Huge Meteorite on Mars Discovered by NASA's Curiosity Rover

Talk about a speed bump. NASA's Mars rover Curiosity has discovered its first meteorite on the Red Planet, and it's no puny space rock.

The newfound Mars meteorite, which scientist have named "Lebanon," is nearly 7 feet (2 meters) wide and made of iron. Photos of the meteorite taken by Curiosity also revealed a smaller companion nearby, which is now dubbed "Lebanon B."

"That 'Lebanon' is huge, almost 7 feet," said NASA spokesman Guy Webster from the agency's Jet Propulsion Laboratory in California. While NASA released a detailed photo of the Lebanon meteorites Tuesday (July 15), the Curiosity rover actually discovered the space rocks on May 25. [Mars Meteorites Found on Earth (Photos)]

Webster said Curiosity also found a third meteorite at the same time it spotted the Lebanon rocks. In a raw, unprocessed photo from Curiosity, the third meteorite — which is also about 7 feet wide — can be seen just beyond the closer Lebanon meteorites.

"Heavy Metal! I found an iron meteorite on Mars," Curiosity's handlers wrote on the mission's Twitter page.

Altogether, the three meteorites are the first space rocks on Mars discovered by the Curiosity rover since it landed on the Red Planet in August 2012, Webster added.

Curiosity snapped detailed photos of the main Lebanon meteorite using its high-resolution Chem-Cam and Remote Micro-Imager cameras. The images revealed strange angular cavities in the surface of the rock.

"One possible explanation is that they resulted from preferential erosion along crystalline boundaries within the metal of the rock," NASA officials wrote in a statement. "Another possibility is that these cavities once contained olivine crystals, which can be found in a rare type of stony-iron meteorites called pallasites, thought to have been formed near the core-mantle boundary within an asteroid."

Meteorites have been discovered by Spirit and Opportunity, two smaller NASA rovers that landed on Mars in 2004. Opportunity is still active today, though its twin Spirit gave up the ghost in 2011.

On Aug. 5, Curiosity will celebrate its second Earth-year anniversary on Mars. Since landing in 2012, the rover has found evidence that Mars could have been habitable for primitive life — a major mission goal —and has been making its way toward the huge Mount Sharp, which rises from the center of its Gale Crater landing site.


All that is wanted is the exact text of the lines below from the one with "The width and height of the screenshot is (711, 374)." through the one with "has height=748, width=1546.", inclusive, minus any pictures.

- _Data records_:
_ _ _ _ _ _ _
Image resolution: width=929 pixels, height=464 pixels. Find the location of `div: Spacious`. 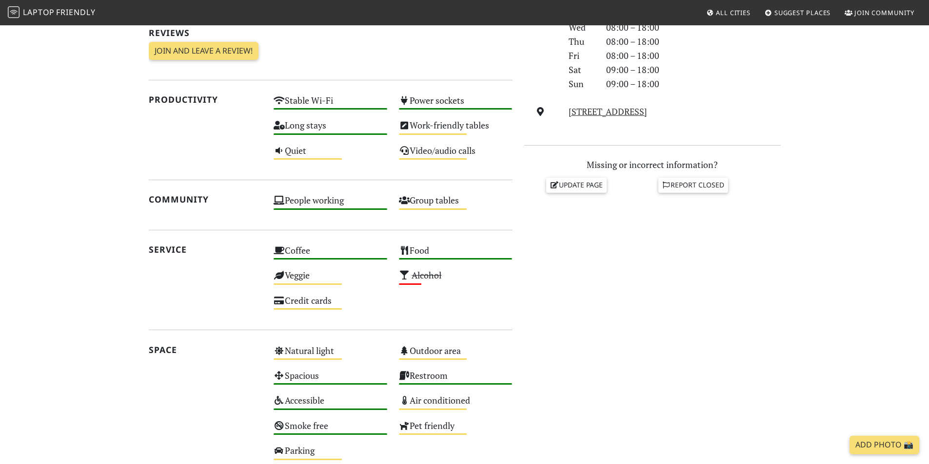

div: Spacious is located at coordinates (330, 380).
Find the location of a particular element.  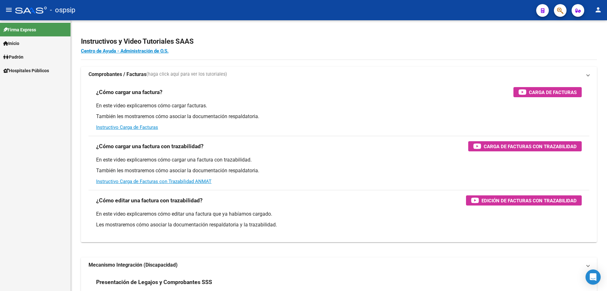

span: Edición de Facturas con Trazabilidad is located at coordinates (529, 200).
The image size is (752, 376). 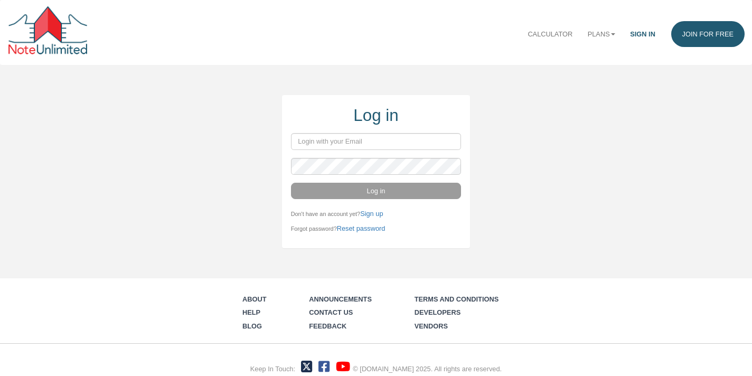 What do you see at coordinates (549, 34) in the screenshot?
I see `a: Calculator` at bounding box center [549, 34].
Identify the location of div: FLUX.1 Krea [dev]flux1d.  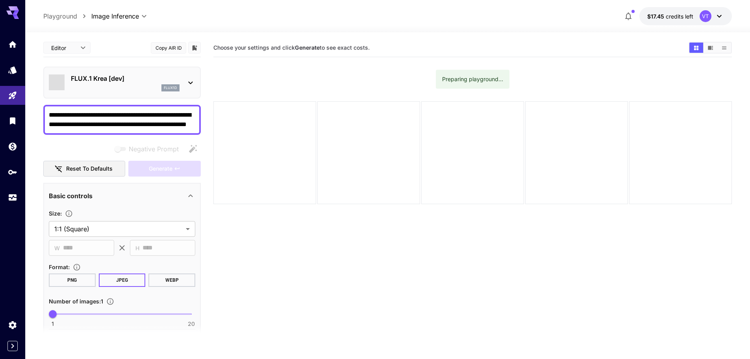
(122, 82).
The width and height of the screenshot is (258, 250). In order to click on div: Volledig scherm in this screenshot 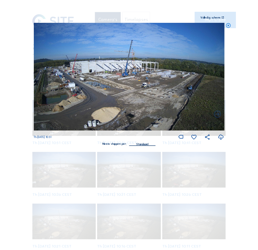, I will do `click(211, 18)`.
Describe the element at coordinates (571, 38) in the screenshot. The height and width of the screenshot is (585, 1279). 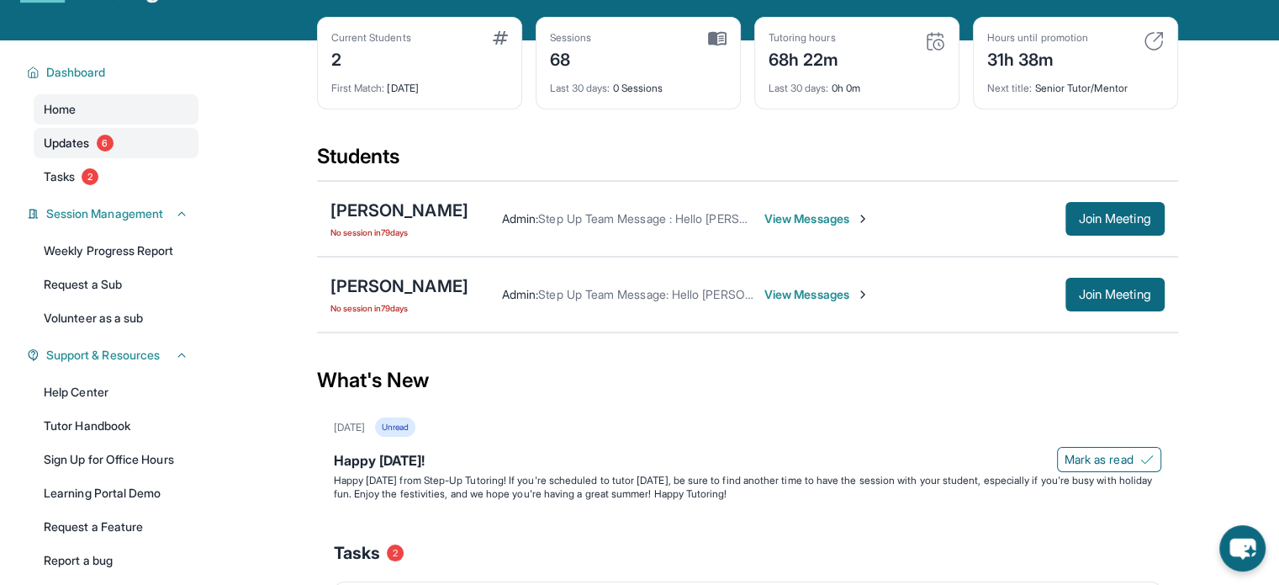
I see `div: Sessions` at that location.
_ _ _ _ _ _ _
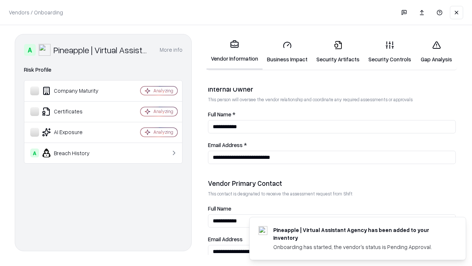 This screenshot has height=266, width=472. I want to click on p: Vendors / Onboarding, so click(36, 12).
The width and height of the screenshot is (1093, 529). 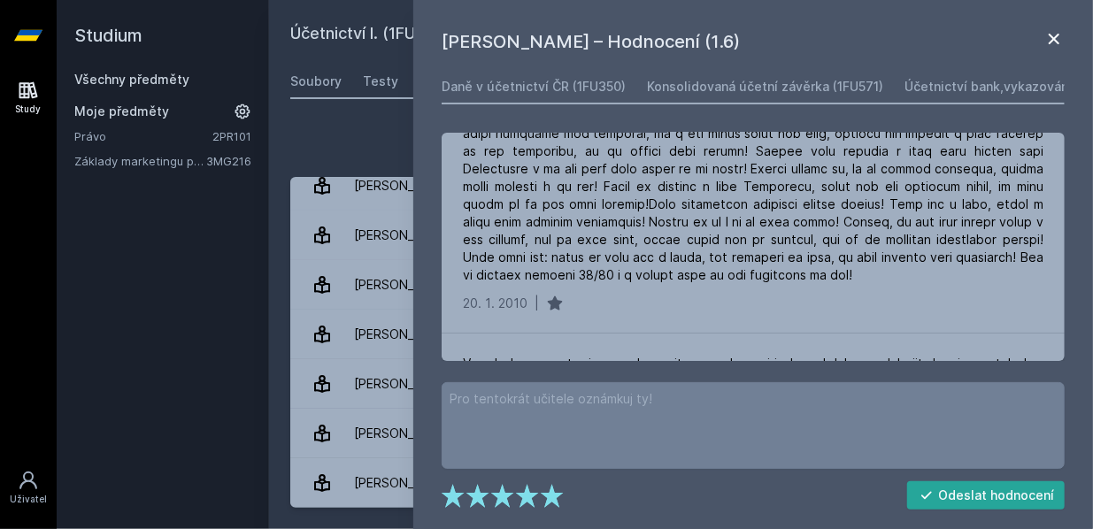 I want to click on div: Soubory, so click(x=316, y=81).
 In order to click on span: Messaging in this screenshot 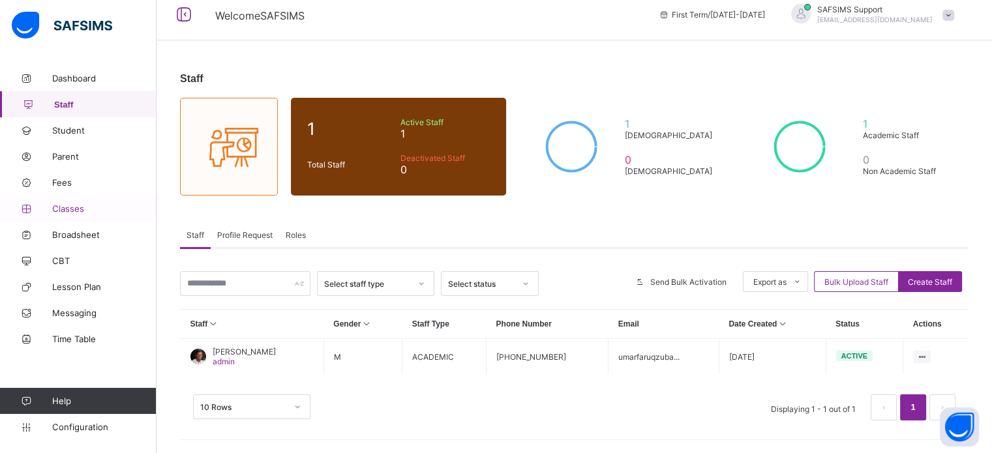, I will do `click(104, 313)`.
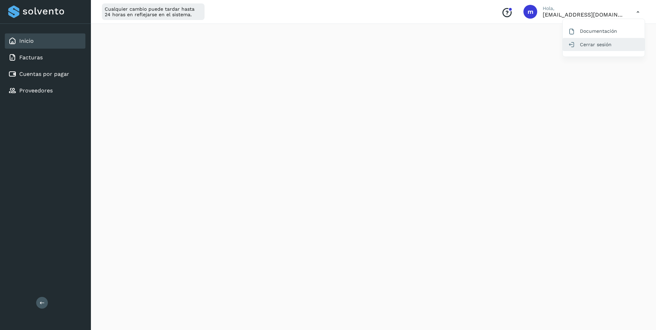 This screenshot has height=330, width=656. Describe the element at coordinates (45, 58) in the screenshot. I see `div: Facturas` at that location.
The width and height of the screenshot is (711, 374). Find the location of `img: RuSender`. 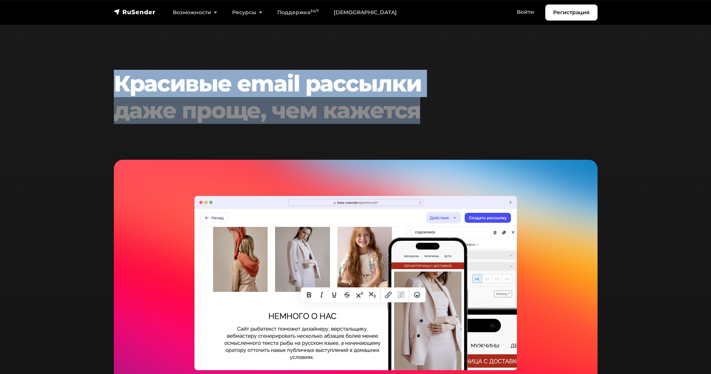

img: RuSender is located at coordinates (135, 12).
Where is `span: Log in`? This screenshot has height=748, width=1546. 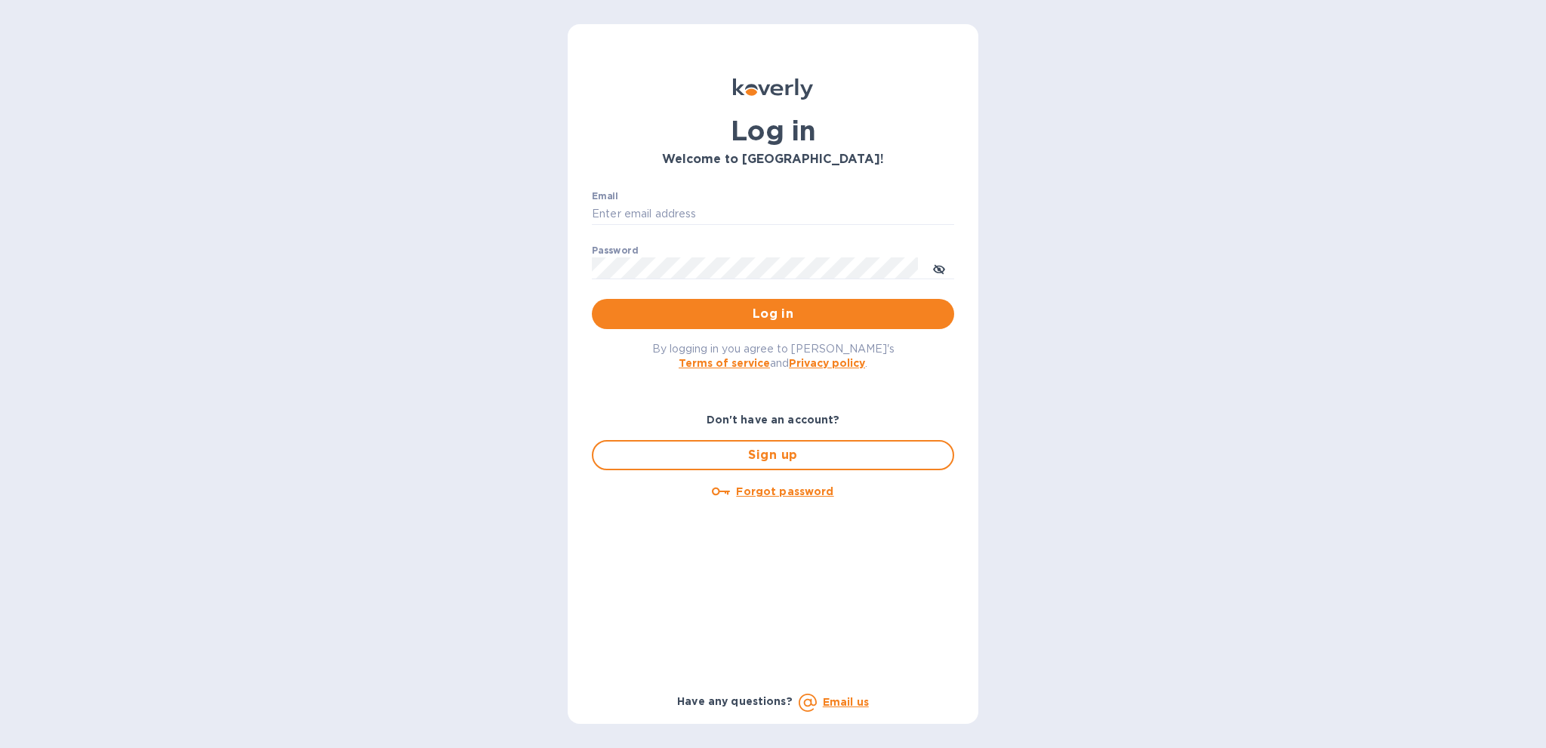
_ _ _ _ _ _ _
- _Solution to this exercise_:
The width and height of the screenshot is (711, 374). Find the location of `img: RuSender`. 

img: RuSender is located at coordinates (135, 12).
Where is `span: Log in`? This screenshot has height=748, width=1546. 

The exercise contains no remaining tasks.